> [Directions] Please output only the lines running from the one that contains "Image resolution: width=565" through the last line of the data below, exactly as they stand, with no pictures.

Data extract Block Start

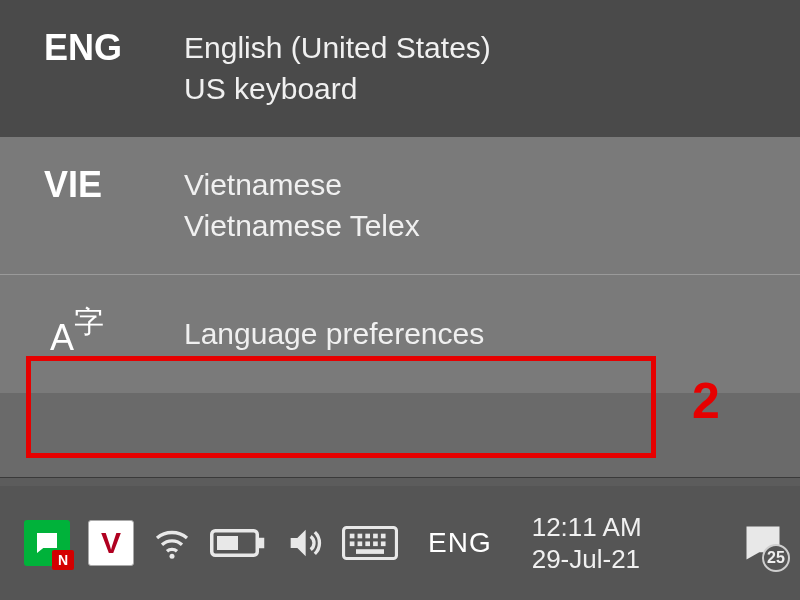 The height and width of the screenshot is (600, 800). Describe the element at coordinates (338, 68) in the screenshot. I see `language-description: English (United States) US keyboard` at that location.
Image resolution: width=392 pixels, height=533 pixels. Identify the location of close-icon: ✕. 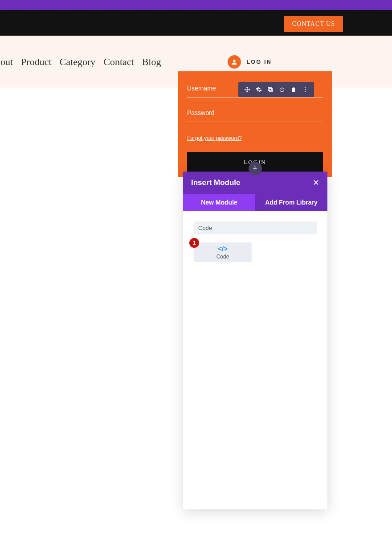
(316, 183).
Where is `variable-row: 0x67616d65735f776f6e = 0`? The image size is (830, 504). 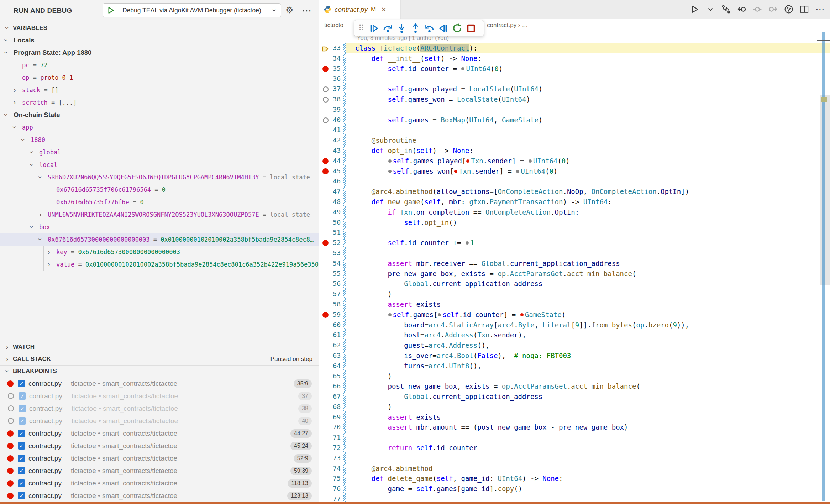 variable-row: 0x67616d65735f776f6e = 0 is located at coordinates (159, 202).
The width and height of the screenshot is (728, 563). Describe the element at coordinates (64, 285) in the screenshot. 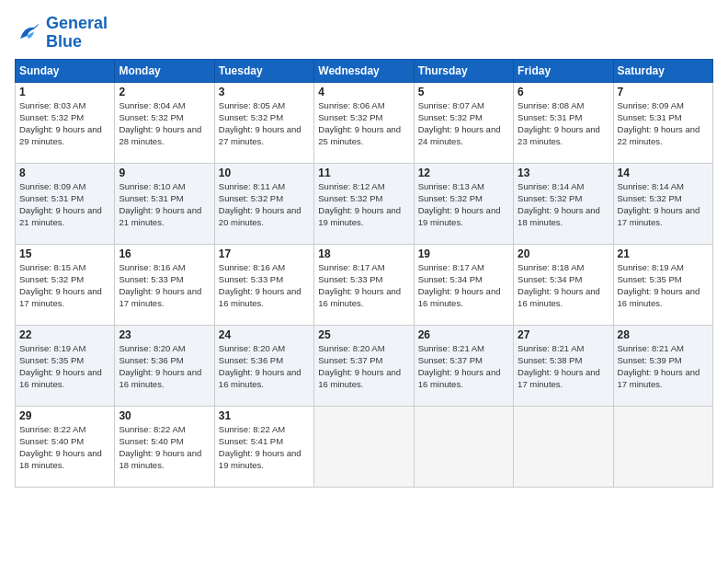

I see `day-info: Sunrise: 8:15 AMSunset: 5:32 PMDaylight:…` at that location.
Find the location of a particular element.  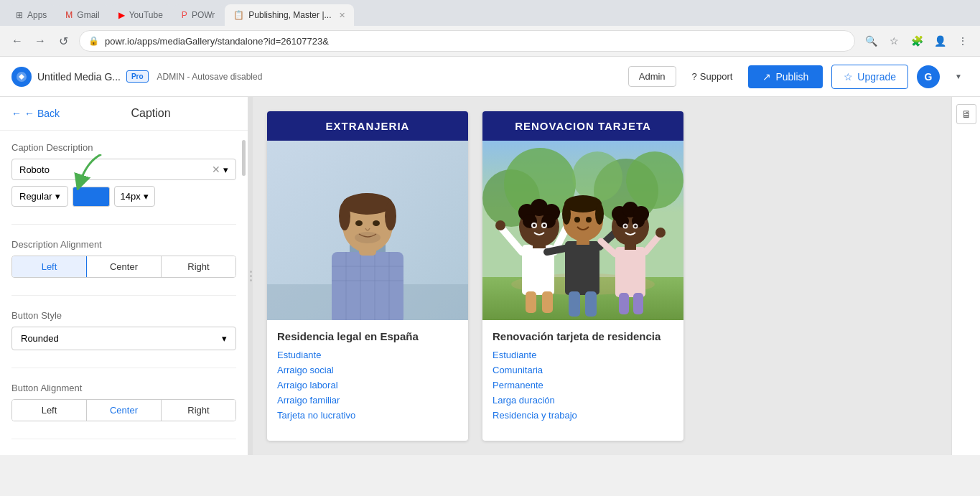

address-bar: 🔒 powr.io/apps/mediaGallery/standalone?i… is located at coordinates (467, 41).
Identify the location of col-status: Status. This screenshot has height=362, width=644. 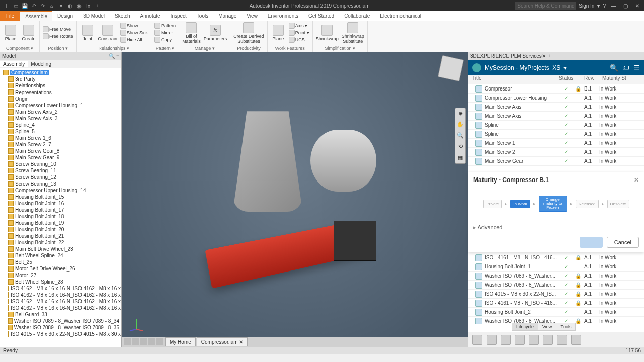
(572, 79).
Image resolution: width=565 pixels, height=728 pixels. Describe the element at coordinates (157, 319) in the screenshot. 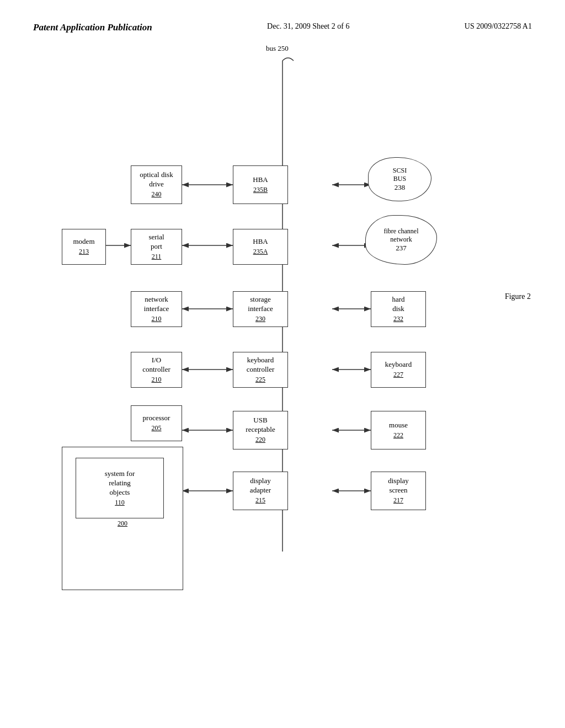

I see `network-num: 210` at that location.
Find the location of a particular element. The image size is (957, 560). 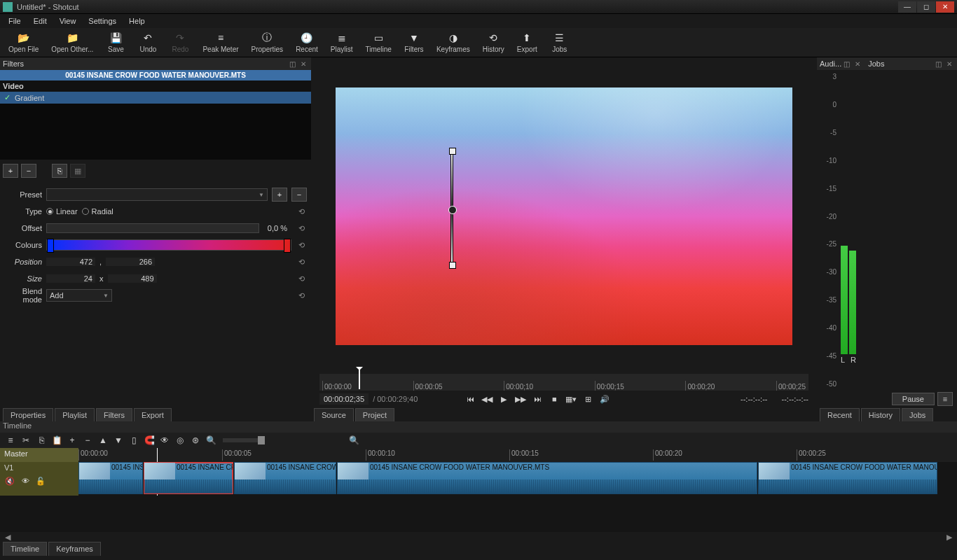

volume-button: 🔊 is located at coordinates (605, 399).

Data extract Block End

> [Problem solution]
Image resolution: width=565 pixels, height=728 pixels. Describe the element at coordinates (157, 319) in the screenshot. 

I see `network-num: 210` at that location.
Find the location of a particular element. The image size is (957, 560). 

volume-button: 🔊 is located at coordinates (605, 399).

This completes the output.